Tetiana Khlapova’s hand trembled as she recorded the wreckage of Odesa’s devastated Transfiguration Cathedral on her cellphone and cursed Russia, her native land. Khlapova was raised in Ukraine and had always dreamed of living in the seaside city. But not as the war refugee that she has become.
In only a week, Russia has fired dozens of missiles and drones at the Odesa region. None struck quite as deeply as the one that destroyed the cathedral, which stands at the heart of the city’s romantic, notorious past and its deep roots in both Ukrainian and Russian culture.
“I am a refugee from Kharkiv. I endured that hell and came to sunny Odesa, the pearl, the heart of our Ukraine,” said Khlapova, who has lived in the country for 40 of her 50 years.
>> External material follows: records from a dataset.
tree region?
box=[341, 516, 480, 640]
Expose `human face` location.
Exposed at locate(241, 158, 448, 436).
Her neck still has a shrapnel scar from the third day of the war, when her apartment was hit. On Day 4, she fled to Odesa.
Now, she’s making a quick trip back to her place in Kharkiv to grab winter clothes so she can wait out the war in Ireland, “because here we are not protected for a single second, in any city.”
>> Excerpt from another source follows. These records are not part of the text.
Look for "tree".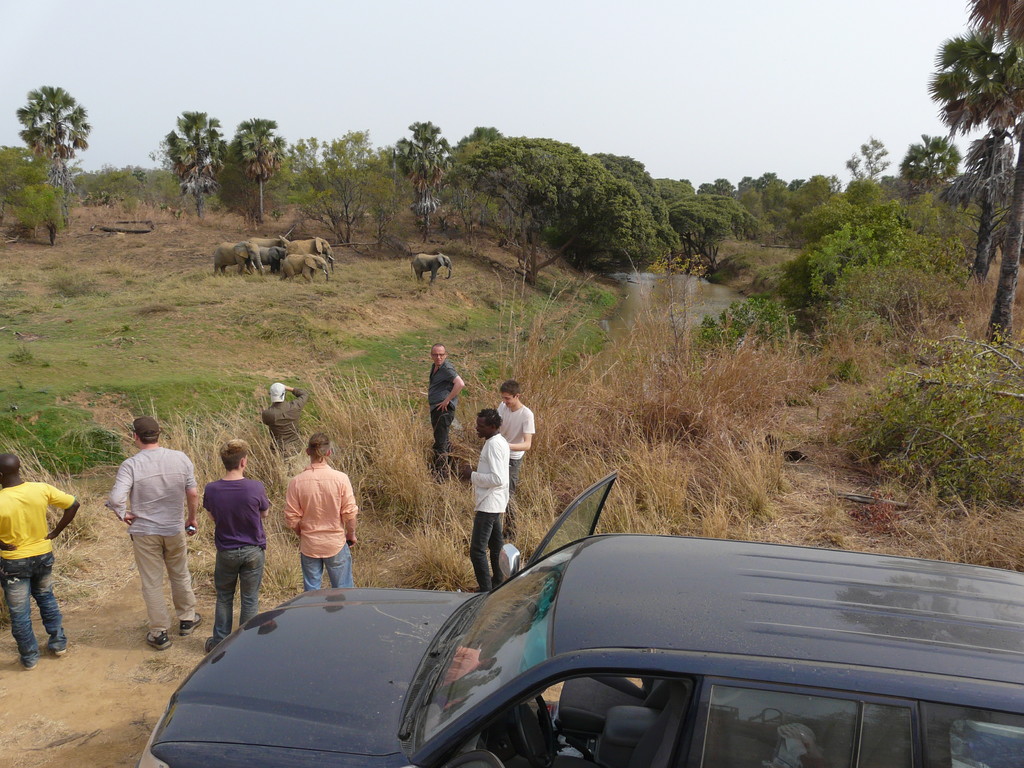
Found: <bbox>301, 124, 369, 253</bbox>.
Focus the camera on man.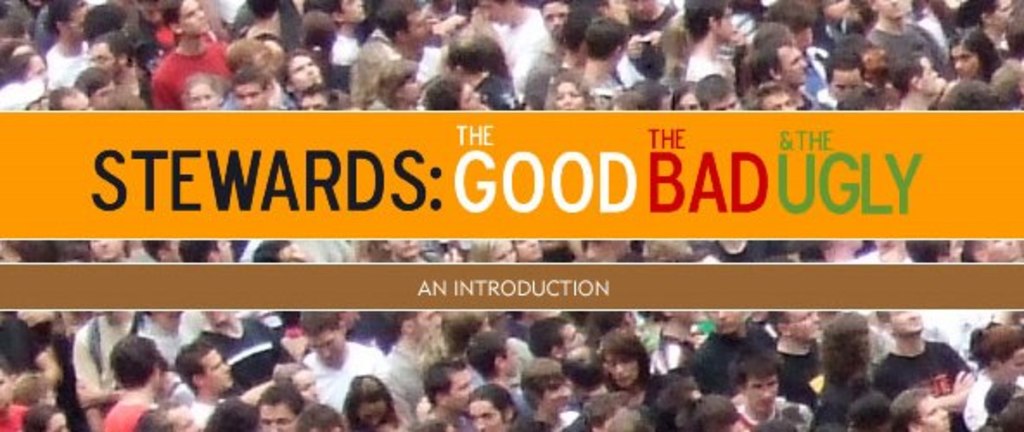
Focus region: 318 0 370 67.
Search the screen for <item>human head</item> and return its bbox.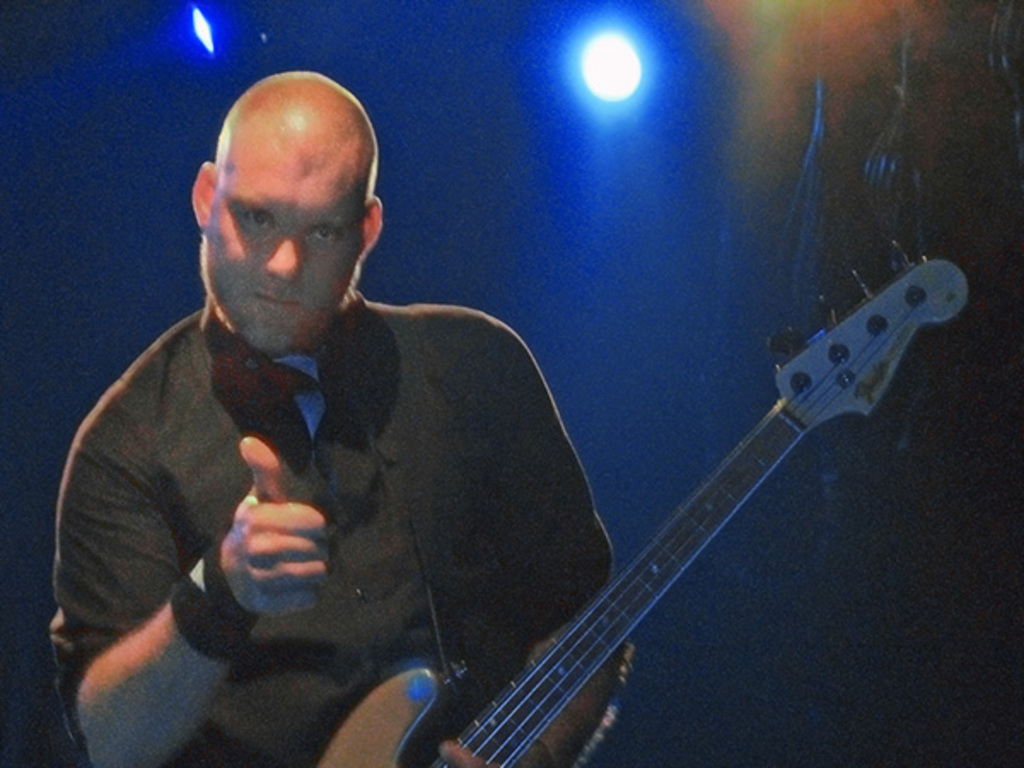
Found: bbox=(171, 63, 379, 372).
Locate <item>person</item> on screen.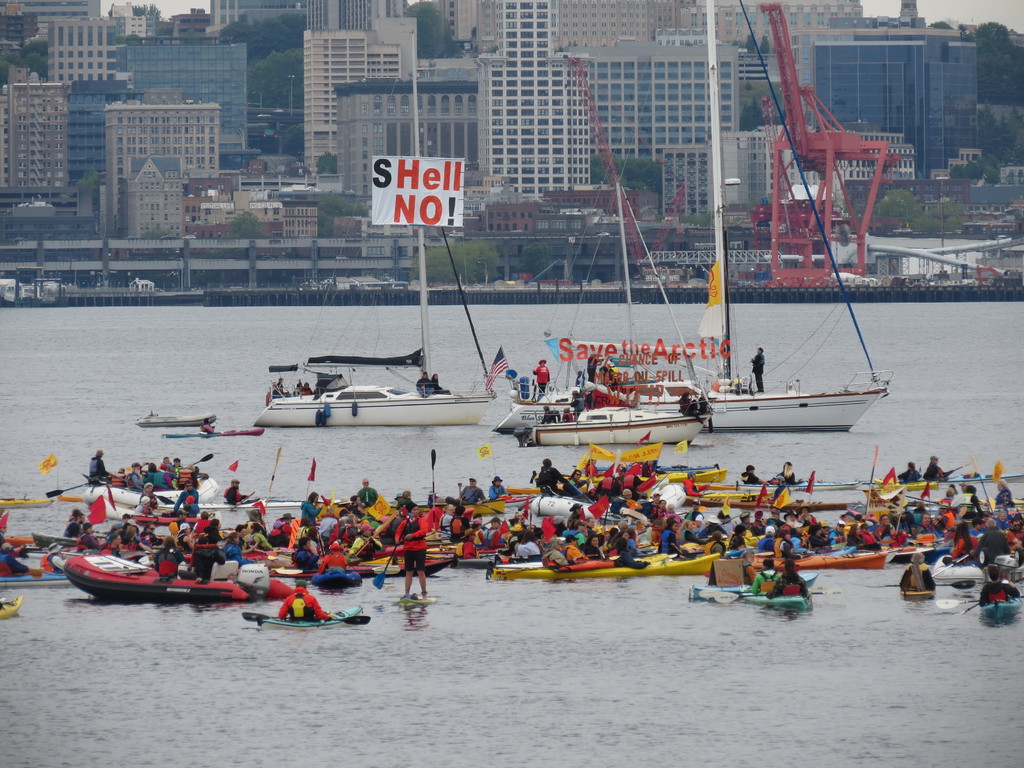
On screen at <box>532,357,552,401</box>.
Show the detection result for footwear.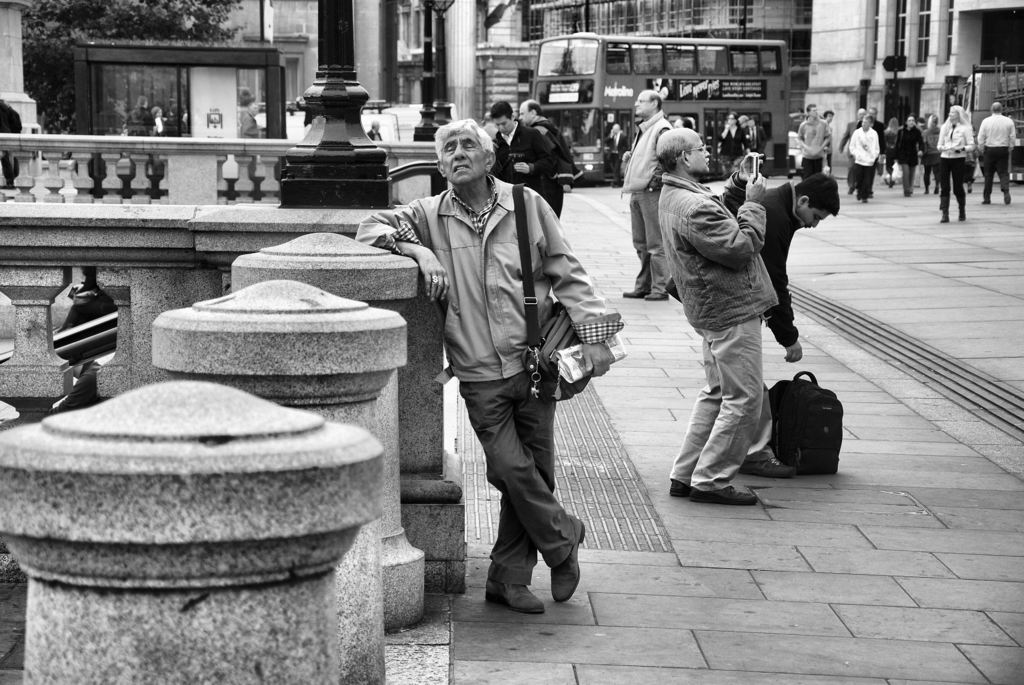
883/177/886/184.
“At any moment, you can just be hit and your whole body will be torn apart,” she said. “After the war ends — and I believe that Ukraine will defeat this filth, these vampires — I will come back home. I will return, no matter what.”
Ever since Ukraine gained independence from Moscow in 1991, Odesa viewed itself differently than the country’s other major cities because of its long, conflicted history and an outlook that stretched far beyond its borders.
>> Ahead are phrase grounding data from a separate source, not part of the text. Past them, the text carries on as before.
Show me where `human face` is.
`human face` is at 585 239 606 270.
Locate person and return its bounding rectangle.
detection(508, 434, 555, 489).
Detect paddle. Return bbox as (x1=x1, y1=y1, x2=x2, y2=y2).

Odesa’s past is intertwined with some of Russia’s most revered figures, including Catherine the Great, author Leo Tolstoy and poet Anna Akhmatova. Its ports were key to last year’s international agreement that let Ukraine and Russia ship their grain to the rest of the world. Its Orthodox cathedral belongs to Moscow’s patriarchate. Its residents largely speak Russian. And -– at least until the Kremlin illegally annexed the nearby Crimean Peninsula in 2014 -– its beaches were beloved by Russian tourists.
In the war’s early weeks, rumors seeded by Kremlin propaganda flew around the city: Moscow would never hit the historic center, the mayor had loaded a boat filled with roses to greet Russian soldiers, a silent majority of residents were waiting for a Russian “liberation.”
Odesa’s regional infrastructure was hit repeatedly by Russia over the winter, unlike its port, which was key to the Black Sea Grain Initiative that allowed agricultural products to be shipped safely from both countries to feed people around the world. The region’s silos were full when Russia pulled out of the agreement in mid-July. Missiles and drones struck the next day, taking aim at storage sites, transportation infrastructure and random buildings. Ukraine’s air defenses deflected most of the hits, but every day a handful made it through.

RICH HISTORICAL BACKGROUND OF ODESA

Since Catherine the Great transformed Odesa into an international seaport in 1794, the city’s identity has as its foundations the sea, cosmopolitan tolerance and an innate sense of humor. It had one of Europe’s largest concentrations of Jews, who before a series of pogroms made up about a quarter of the population, and large communities of Greek and Italian sailors whose descendants remain to this day.